AFL-CIO President Richard Trumka made the following statement after China’s latest currency manipulation:
China’s recent currency devaluation – to 4.4% over the past three days – provides further confirmation that the failure to include enforceable currency disciplines in the TPP leaves a gaping hole in U.S. trade policy.
China’s currency manipulation lowers the wages of Chinese workers and lowers manufacturing costs in China, creating an unfair trade advantage that has already cost millions of American jobs and closed thousands of American factories. This latest move, which will act as a tax on our exports and a subsidy for Chinese imports, further exacerbates the existing problem.
Japan, Singapore, and Malaysia are part of the proposed TPP club and they all have a history of egregious currency manipulation.

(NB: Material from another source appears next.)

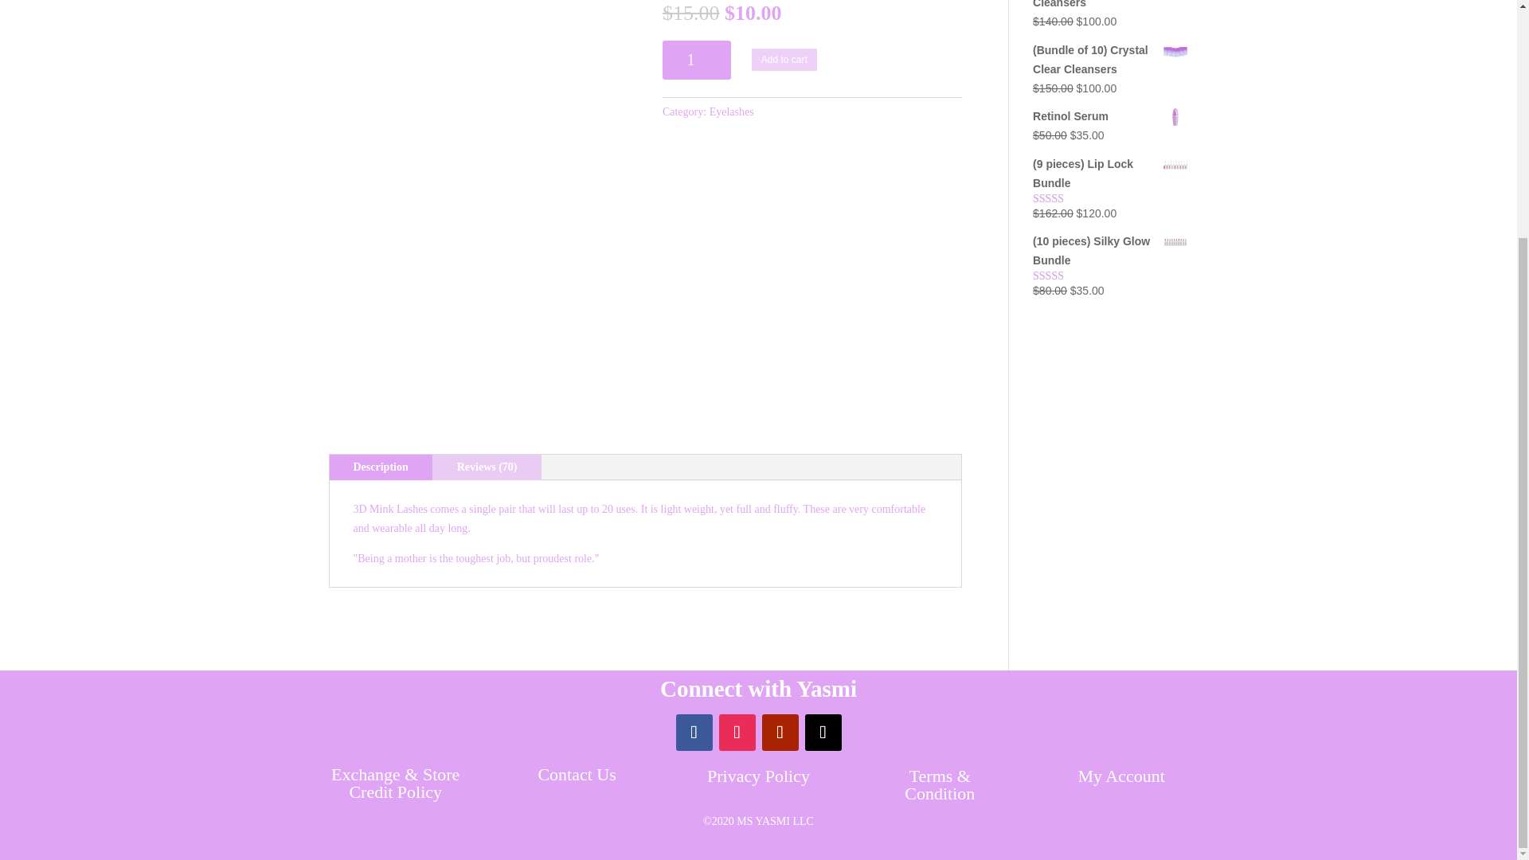 This screenshot has width=1529, height=860. Describe the element at coordinates (737, 733) in the screenshot. I see `Follow on Instagram` at that location.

Now, China’s actions risk triggering another round of currency devaluations among these and other TPP countries that will come at the expense of American workers.
The failure to address currency manipulation and undervaluation, not just by China, has been a major cause of the US trade deficit and manufacturing decline. It has turned trade agreements into trade tragedies and made the trade deficit a major drag on economic recovery.
Our existing currency policy has failed. This devaluation undoes four years of progress in rebalancing China’s unfair currency advantage. Relying on China’s good will regarding its exchange rate is a dangerous folly that leaves the U.S. economy and working families exposed.
These developments highlight the importance of insisting that the accession of new entrants to the TPP—should the TPP be concluded and enacted into law—be subject to approval by Congress. And now is the time for the Administration to insist upon currency rules in the TPP that can and will be enforced through trade sanctions. Such rules would also bind China should it ever join such a pact, and those rules could then become a global template for putting an end to the scourge of currency manipulation and undervaluation.